The European Year of Creativity and Innovation 2009 is coming to an end with a closing conference organised today in Stockholm by the European Commission and the Swedish Presidency.
The European Year of Creativity and Innovation 2009 is coming to an end with a closing conference organised today in Stockholm by the European Commission and the Swedish Presidency. Launched in December 2008 under the slogan “Imagine. Create. Innovate”, the Year has promoted thousands of activities across Europe and beyond, raising the awareness of the importance of creative and innovative approaches in different sectors of human activity. It was a timely contribution to the debate on how to prepare the European Union for the challenges ahead in the globalised world.
The event will be attended by Maud Olofsson, Swedish Minister for Enterprise and Energy and Tobias Krantz , Swedish Minister for Higher Education and Research, and Lena Adelsohn Liljeroth , Swedish Minister for Culture, as well as by high Commission officials.
It will put emphasis on successful examples of innovative projects and activities presented at various occasions across Europe during the year, and will offer a forum to share and reflect on experiences related to enhancing creativity and innovation. Among the topics to be discussed are the role of education, training and research in creating an eco-efficient economy, culture for a new creative generation and entrepreneurship – a key competence in lifelong learning.
The event will also offer a meeting place for policy-makers to discuss how to translate the outcomes of the Year in concrete measures and activities beyond 2009. It aims to encourage continued and strengthened work within different sectors and beyond traditional sector boundaries at different levels of decision-making.
Several of the Ambassadors of the Year will come to Stockholm to present the Manifesto for Creativity and Innovation in Europe: Leonel Moura (PT), Damini Kumar (IE), Ernő Rubik (HU), Dominique Langevin (FR), Edward De Bono (MT), Karlheinz Brandenburg (DE) and Harriet Wahlberg-Henriksson (SE). The Manifesto on Creativity and Innovation was handed over to the Commission President Jose Manuel Barroso on 12 November and is an important contribution to the current discussion about the EU 2020 strategy and the future EU innovation policy.
The aim of the European Year of Innovation and Creativity (EYCI) was to raise awareness of the importance of creativity and innovation as key competences of personal, social and economic development. The impact of the Year has been strengthen by its horizontal, cross-cutting approach, in which several Commission services were involved, as well as other European institutions and bodies. A special mention should be made for the active involvement of the regional and local authorities, several think-tanks and the civil society at large, that have turned the Year into a success.
Almost 1.000 events and hundreds of projects from a variety of sectors, representing good practices in creativity and innovation, were highlighted, promoted and disseminated during 2009, under the logo of the Year and through its communication campaign. The backbone of the campaign, the website http://create2009.europa.eu received almost half a million visits in 11 months, with almost 1,5 million pages viewed by visitors.
The topics of creativity and innovation mobilised the European press: the media coverage of the Year has potentially reached one fifth of the EU population through the 3.000 online and print articles that were linked to the Year.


* _Aim of the task_:
Print only the lines running from the line with "For every button, label, input, icon, or" to the final line below, both included, exactly as written and without the pictures.

"""

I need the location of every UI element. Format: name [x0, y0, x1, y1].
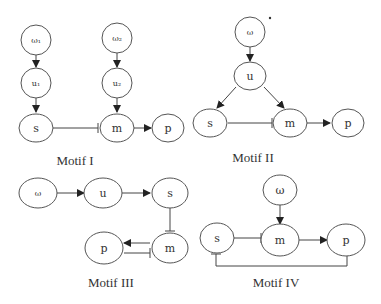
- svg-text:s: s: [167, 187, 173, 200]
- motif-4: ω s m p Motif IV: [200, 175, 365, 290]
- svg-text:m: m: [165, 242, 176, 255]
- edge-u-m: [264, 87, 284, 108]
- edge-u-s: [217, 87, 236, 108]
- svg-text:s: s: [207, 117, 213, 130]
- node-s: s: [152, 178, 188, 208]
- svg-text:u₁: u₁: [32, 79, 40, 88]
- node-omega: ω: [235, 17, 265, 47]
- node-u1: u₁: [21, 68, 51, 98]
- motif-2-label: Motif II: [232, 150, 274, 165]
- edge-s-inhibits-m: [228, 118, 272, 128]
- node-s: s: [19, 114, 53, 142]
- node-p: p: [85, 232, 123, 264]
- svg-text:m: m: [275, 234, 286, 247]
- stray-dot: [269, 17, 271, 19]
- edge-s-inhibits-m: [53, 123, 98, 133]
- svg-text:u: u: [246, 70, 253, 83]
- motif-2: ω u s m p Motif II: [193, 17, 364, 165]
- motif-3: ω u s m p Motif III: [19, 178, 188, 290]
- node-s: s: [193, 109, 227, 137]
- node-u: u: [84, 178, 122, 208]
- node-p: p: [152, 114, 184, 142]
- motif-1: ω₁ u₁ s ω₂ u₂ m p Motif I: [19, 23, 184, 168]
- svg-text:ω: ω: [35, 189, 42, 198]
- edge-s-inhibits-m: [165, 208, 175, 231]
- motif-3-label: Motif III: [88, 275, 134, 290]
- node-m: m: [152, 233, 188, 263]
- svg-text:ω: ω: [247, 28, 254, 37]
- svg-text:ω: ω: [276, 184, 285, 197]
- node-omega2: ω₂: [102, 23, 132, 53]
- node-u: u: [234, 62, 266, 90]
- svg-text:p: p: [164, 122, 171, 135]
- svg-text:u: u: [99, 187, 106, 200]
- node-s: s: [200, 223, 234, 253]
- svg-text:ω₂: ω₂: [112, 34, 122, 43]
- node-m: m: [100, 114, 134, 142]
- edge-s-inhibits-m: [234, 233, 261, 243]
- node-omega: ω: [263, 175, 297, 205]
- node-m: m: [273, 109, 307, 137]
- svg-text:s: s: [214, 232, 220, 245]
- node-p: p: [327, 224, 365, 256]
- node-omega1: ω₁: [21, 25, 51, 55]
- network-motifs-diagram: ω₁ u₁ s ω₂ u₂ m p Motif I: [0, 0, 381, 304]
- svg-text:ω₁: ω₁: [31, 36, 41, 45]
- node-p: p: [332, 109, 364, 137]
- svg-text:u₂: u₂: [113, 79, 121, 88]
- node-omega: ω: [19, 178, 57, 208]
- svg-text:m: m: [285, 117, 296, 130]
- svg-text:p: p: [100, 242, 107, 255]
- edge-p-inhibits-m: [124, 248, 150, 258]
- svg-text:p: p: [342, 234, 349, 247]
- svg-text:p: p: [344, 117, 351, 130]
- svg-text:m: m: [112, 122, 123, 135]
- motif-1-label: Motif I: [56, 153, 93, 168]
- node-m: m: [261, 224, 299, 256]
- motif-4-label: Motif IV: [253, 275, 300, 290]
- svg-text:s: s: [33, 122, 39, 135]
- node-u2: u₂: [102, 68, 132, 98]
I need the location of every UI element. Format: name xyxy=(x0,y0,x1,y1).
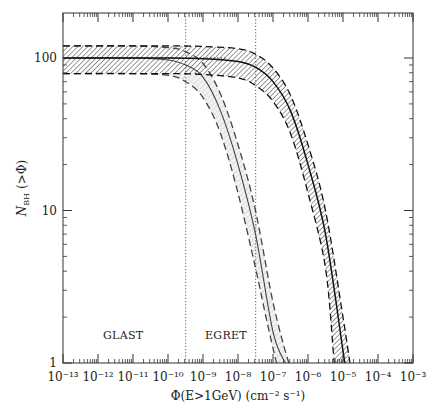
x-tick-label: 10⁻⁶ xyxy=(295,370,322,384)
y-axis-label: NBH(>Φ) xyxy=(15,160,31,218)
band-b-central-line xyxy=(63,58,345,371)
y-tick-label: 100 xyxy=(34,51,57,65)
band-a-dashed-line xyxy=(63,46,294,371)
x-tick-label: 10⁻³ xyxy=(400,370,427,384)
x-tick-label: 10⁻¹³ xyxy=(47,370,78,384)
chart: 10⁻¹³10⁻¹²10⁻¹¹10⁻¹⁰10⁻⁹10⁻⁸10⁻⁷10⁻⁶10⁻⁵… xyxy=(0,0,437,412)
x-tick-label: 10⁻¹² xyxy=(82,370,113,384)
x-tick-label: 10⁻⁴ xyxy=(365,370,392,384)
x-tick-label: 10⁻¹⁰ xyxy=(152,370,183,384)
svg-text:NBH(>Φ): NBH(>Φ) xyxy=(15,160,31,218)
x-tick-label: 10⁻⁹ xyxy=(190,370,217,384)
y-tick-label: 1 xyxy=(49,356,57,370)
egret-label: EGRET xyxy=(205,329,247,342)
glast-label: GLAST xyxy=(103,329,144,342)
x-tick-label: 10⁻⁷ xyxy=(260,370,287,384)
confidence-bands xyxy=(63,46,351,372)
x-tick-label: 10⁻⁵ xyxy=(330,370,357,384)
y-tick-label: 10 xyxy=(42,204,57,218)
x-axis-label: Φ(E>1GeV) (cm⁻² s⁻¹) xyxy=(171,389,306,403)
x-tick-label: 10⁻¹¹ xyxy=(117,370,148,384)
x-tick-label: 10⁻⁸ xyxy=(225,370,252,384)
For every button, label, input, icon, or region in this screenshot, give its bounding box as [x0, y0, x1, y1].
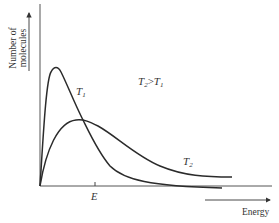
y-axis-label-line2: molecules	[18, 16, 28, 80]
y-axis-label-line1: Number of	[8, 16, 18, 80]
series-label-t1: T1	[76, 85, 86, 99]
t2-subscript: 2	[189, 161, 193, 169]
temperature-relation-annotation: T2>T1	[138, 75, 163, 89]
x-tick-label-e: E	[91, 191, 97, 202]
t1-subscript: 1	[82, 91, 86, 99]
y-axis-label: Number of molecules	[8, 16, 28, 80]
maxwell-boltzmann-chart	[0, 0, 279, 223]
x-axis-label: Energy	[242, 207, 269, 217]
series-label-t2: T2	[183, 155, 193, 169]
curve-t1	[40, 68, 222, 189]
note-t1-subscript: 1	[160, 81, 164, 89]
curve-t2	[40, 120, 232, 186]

"""

* _Solution below_:
For every button, label, input, icon, or region in this screenshot, give its bounding box as [x0, y0, x1, y1].
y-axis-label-line2: molecules	[18, 16, 28, 80]
y-axis-label-line1: Number of	[8, 16, 18, 80]
series-label-t1: T1	[76, 85, 86, 99]
t2-subscript: 2	[189, 161, 193, 169]
temperature-relation-annotation: T2>T1	[138, 75, 163, 89]
x-tick-label-e: E	[91, 191, 97, 202]
t1-subscript: 1	[82, 91, 86, 99]
y-axis-label: Number of molecules	[8, 16, 28, 80]
maxwell-boltzmann-chart	[0, 0, 279, 223]
x-axis-label: Energy	[242, 207, 269, 217]
series-label-t2: T2	[183, 155, 193, 169]
curve-t1	[40, 68, 222, 189]
note-t1-subscript: 1	[160, 81, 164, 89]
curve-t2	[40, 120, 232, 186]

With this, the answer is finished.